By wind from the westerly sea-track,
Broke short not over it. Skirted
By squalls of that year’s harvest,
That tomb belonged in that field.
Bronze, cross-hatched with gold
And yellow, did not stop short its tide
In deference. It was the barley’s
World. Some monuments move.
Writing in The Los Angeles Times on the 18 November, Louis Sahagun reports on the theft, damage and desecration of 3,500 year old petroglyphs on cliffs in the Eastern Sierra –
BISHOP, Calif. — Ancient hunters and gatherers etched vivid petroglyphs on cliffs in the Eastern Sierra that withstood winds, flash floods and earthquakes for more than 3,500 years. Thieves needed only a few hours to cut them down and haul them away.
Federal authorities say at least four petroglyphs have been taken from the site. A fifth was defaced with deep saw cuts on three sides. A sixth had been removed and broken during the theft, then propped against a boulder near a visitor parking lot. Dozens of other petroglyphs were scarred by hammer strikes and saw cuts.
The region is known as Volcanic Tableland. It is held sacred by Native Americans whose ancestors adorned hundreds of lava boulders with spiritual renderings: concentric circles, deer, rattlesnakes, bighorn sheep, and hunters with bows and arrows. For generations, Paiute-Shoshone tribal members and whites have lived side by side but not together in Bishop. But desecration of the site, which Native Americans still use in spiritual ceremonies, has forced reservation officials and U.S. authorities to come together and ask a tough question: Can further vandalism be prevented?

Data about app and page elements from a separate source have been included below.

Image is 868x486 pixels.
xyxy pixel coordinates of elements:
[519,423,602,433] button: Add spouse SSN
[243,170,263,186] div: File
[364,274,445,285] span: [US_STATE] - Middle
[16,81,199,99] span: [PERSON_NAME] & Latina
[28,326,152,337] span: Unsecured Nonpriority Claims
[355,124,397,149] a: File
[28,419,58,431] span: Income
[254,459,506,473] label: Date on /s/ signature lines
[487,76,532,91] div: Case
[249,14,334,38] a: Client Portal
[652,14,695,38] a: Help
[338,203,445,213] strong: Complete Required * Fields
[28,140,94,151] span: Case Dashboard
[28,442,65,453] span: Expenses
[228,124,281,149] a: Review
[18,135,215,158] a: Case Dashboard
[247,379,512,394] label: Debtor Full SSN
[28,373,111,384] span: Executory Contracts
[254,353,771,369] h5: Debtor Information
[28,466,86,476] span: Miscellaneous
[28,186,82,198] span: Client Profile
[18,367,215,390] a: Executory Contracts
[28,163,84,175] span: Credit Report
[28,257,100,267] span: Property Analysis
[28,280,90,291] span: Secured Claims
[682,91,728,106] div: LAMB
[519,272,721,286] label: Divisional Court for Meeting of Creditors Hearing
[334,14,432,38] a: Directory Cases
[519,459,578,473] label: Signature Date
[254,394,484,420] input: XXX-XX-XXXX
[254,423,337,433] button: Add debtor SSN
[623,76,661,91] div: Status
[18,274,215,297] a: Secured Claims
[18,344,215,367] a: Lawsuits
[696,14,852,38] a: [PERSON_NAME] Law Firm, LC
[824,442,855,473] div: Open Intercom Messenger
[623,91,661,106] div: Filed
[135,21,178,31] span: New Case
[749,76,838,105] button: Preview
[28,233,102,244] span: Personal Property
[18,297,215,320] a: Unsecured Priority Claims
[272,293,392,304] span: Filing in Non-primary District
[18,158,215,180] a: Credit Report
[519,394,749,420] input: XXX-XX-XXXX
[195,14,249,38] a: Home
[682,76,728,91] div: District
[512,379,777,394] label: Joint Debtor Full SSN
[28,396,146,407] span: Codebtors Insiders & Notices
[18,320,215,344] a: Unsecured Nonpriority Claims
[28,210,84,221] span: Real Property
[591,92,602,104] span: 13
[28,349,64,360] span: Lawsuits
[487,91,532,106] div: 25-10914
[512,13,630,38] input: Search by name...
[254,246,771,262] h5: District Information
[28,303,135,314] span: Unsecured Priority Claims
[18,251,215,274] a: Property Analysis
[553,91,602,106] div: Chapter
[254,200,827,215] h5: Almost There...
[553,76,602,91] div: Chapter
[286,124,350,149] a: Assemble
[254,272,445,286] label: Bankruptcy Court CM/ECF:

Full article and video here. For photos see The Daily Mail article here.
The Great Sphinx of Giza with the Pyramid of Khufu in the background. Source Wikimedia Commons. Image credit w:es:Usuario:Barcex
Cavan Sieczkowski writing in The Huffington Post on the 13 November reports that –
Murgan Salem al-Gohary, an Egyptian jihadist who claims he has links to the Taliban, has called for the “destruction of the Sphinx and the Giza Pyramids in Egypt.”

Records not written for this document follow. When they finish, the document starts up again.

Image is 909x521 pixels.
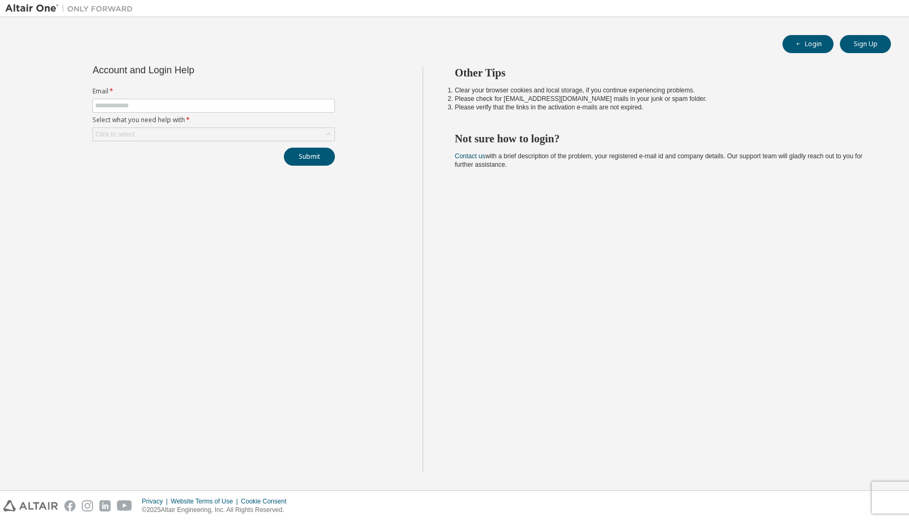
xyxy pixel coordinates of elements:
[455,153,485,160] a: Contact us
[455,86,872,95] li: Clear your browser cookies and local storage, if you continue experiencing problems.
[93,128,334,141] div: Click to select
[455,153,862,168] span: with a brief description of the problem, your registered e-mail id and company details. Our suppo...
[142,497,171,506] div: Privacy
[142,506,293,515] p: © 2025 Altair Engineering, Inc. All Rights Reserved.
[840,35,891,53] button: Sign Up
[241,497,292,506] div: Cookie Consent
[99,501,111,512] img: linkedin.svg
[64,501,75,512] img: facebook.svg
[171,497,241,506] div: Website Terms of Use
[92,66,286,74] div: Account and Login Help
[455,95,872,103] li: Please check for [EMAIL_ADDRESS][DOMAIN_NAME] mails in your junk or spam folder.
[95,130,134,139] div: Click to select
[92,116,335,124] label: Select what you need help with
[117,501,132,512] img: youtube.svg
[455,132,872,146] h2: Not sure how to login?
[3,501,58,512] img: altair_logo.svg
[5,3,138,14] img: Altair One
[455,103,872,112] li: Please verify that the links in the activation e-mails are not expired.
[284,148,335,166] button: Submit
[455,66,872,80] h2: Other Tips
[92,87,335,96] label: Email
[782,35,833,53] button: Login
[82,501,93,512] img: instagram.svg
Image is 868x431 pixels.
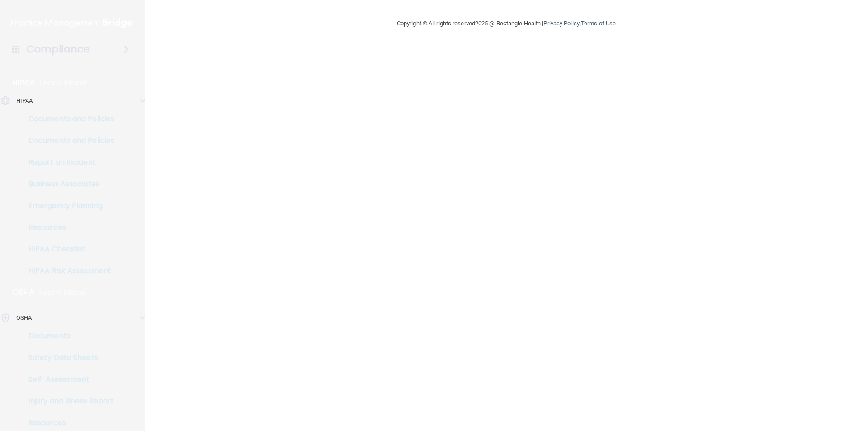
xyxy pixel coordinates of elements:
[6,353,129,362] p: Safety Data Sheets
[6,223,129,232] p: Resources
[543,20,579,27] a: Privacy Policy
[27,43,89,55] h4: Compliance
[6,244,129,253] p: HIPAA Checklist
[6,114,129,123] p: Documents and Policies
[13,287,35,297] p: OSHA
[6,201,129,210] p: Emergency Planning
[581,20,616,27] a: Terms of Use
[6,396,129,405] p: Injury and Illness Report
[6,179,129,188] p: Business Associates
[6,331,129,340] p: Documents
[13,77,35,88] p: HIPAA
[16,312,32,323] p: OSHA
[6,136,129,145] p: Documents and Policies
[39,287,87,297] p: Learn More!
[40,77,88,88] p: Learn More!
[16,95,33,106] p: HIPAA
[6,418,129,427] p: Resources
[6,266,129,275] p: HIPAA Risk Assessment
[6,158,129,167] p: Report an Incident
[6,375,129,384] p: Self-Assessment
[11,14,134,32] img: PMB logo
[341,9,671,38] div: Copyright © All rights reserved 2025 @ Rectangle Health | |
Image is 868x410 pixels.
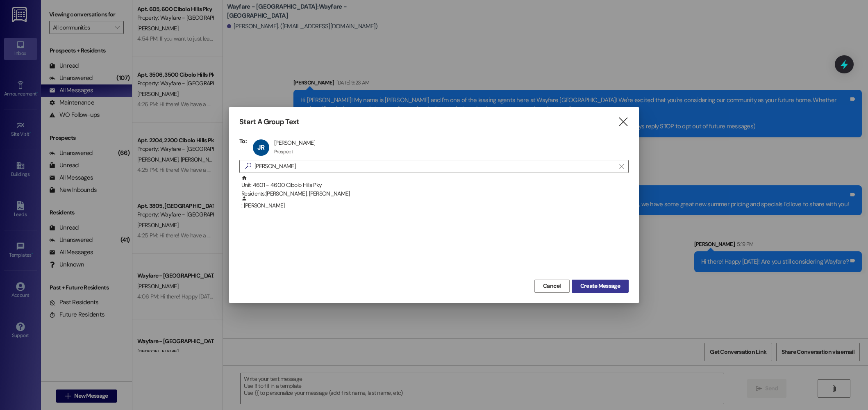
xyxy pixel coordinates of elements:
span: Create Message [581,282,620,290]
span: Cancel [543,282,561,290]
div: Prospect [275,148,293,155]
h3: Start A Group Text [239,118,299,127]
button: Clear text [615,160,629,173]
div: : [PERSON_NAME] [239,195,629,216]
button: Create Message [572,280,629,292]
span: JR [257,143,265,152]
div: [PERSON_NAME] [275,139,315,146]
div: Unit: 4601 - 4600 Cibolo Hills PkyResidents:[PERSON_NAME], [PERSON_NAME] [239,175,629,195]
div: Unit: 4601 - 4600 Cibolo Hills Pky [241,175,629,198]
button: Cancel [535,280,570,292]
div: Residents: [PERSON_NAME], [PERSON_NAME] [241,189,629,198]
h3: To: [239,137,247,145]
i:  [620,163,624,170]
div: : [PERSON_NAME] [241,195,629,210]
i:  [618,118,629,127]
input: Search for any contact or apartment [255,161,615,173]
i:  [241,162,255,171]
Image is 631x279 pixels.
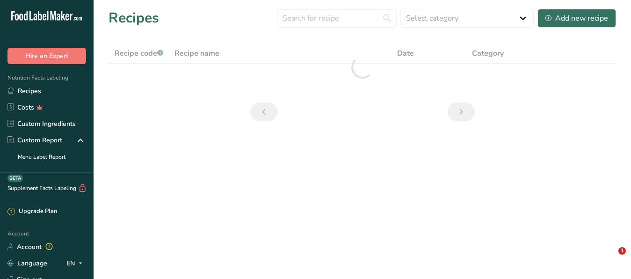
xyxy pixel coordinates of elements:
span: 1 [619,247,626,255]
button: Hire an Expert [7,48,86,64]
a: Next page [448,102,475,121]
div: Add new recipe [546,13,608,24]
a: Previous page [250,102,278,121]
iframe: Intercom live chat [600,247,622,270]
div: Upgrade Plan [7,207,57,216]
a: Language [7,255,47,271]
div: BETA [7,175,23,182]
input: Search for recipe [277,9,397,28]
div: Custom Report [7,135,62,145]
div: EN [66,257,86,269]
button: Add new recipe [538,9,616,28]
h1: Recipes [109,7,159,29]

Al-Gohary, an Islamist leader and jihadist sentenced twice under President Hosni Mubarak for advocating violence, urged Muslims to “destroy the idols” in Egypt — specifically the Giza Pyramids and the Great Sphinx — during a television interview on Saturday on Egypt’s Dream TV, according to Al Arabiya News. “God ordered Prophet Mohammed to destroy idols,” he said, according to Al Arabiya News. “When I was with the Taliban we destroyed the statue of Buddha, something the government failed to do.”
Adding, “All Muslims are charged with applying the teachings of Islam to remove such idols, as we did in Afghanistan when we destroyed the Buddha statues,” according to the Egypt Independent. The jihadist refers to when the Taliban blew up a pair of Buddha statues and smashed other art forms in Afghanistan in 2001, according to The Jerusalem Post. These were symbols of the country’s long Buddhist history.
Full article here. See also our earlier feature The Bamiyan Buddhas: Eleven years on…
Bulguk Temple before restoration
In February of this year we ran a feature entitled, Not all is doom and gloom… on the restoration of Bulguk Temple in South Korea. One of our Far Eastern correspondents has sent in this video of Bulguk Temple today – enjoy!
Bulguk Temple now. A HERITAGEchanel.tv production
A Sacred Land Film Project
Satish Kumar brings a Hindu, Buddhist and Jain perspective to the definition of “sacred place.” We found his explanation so compelling that we edited a three-minute piece incorporating some of our best b-roll images, asked Jon Herbst to compose a musical score, and we present it here as a teaser of things to come, to give our friends and supporters a taste of the film series we are shaping. Enjoy!
Sacred Land Film Project (SLFP)’s mission is to create and distribute media and educational materials to deepen public understanding of sacred sites, indigenous cultures and environmental justice. A sponsored project of Earth Island Institute in Berkeley, California since 1984, SLFP is a 501(c)3 non-profit funded entirely through grants and individual donations. If you enjoy this clip, please consider making a donation to SLFP. Your contribution will make it possible for us to complete our newest documentary series, Standing on Sacred Ground, which will bring the stories of these indigenous communities to a national television audience.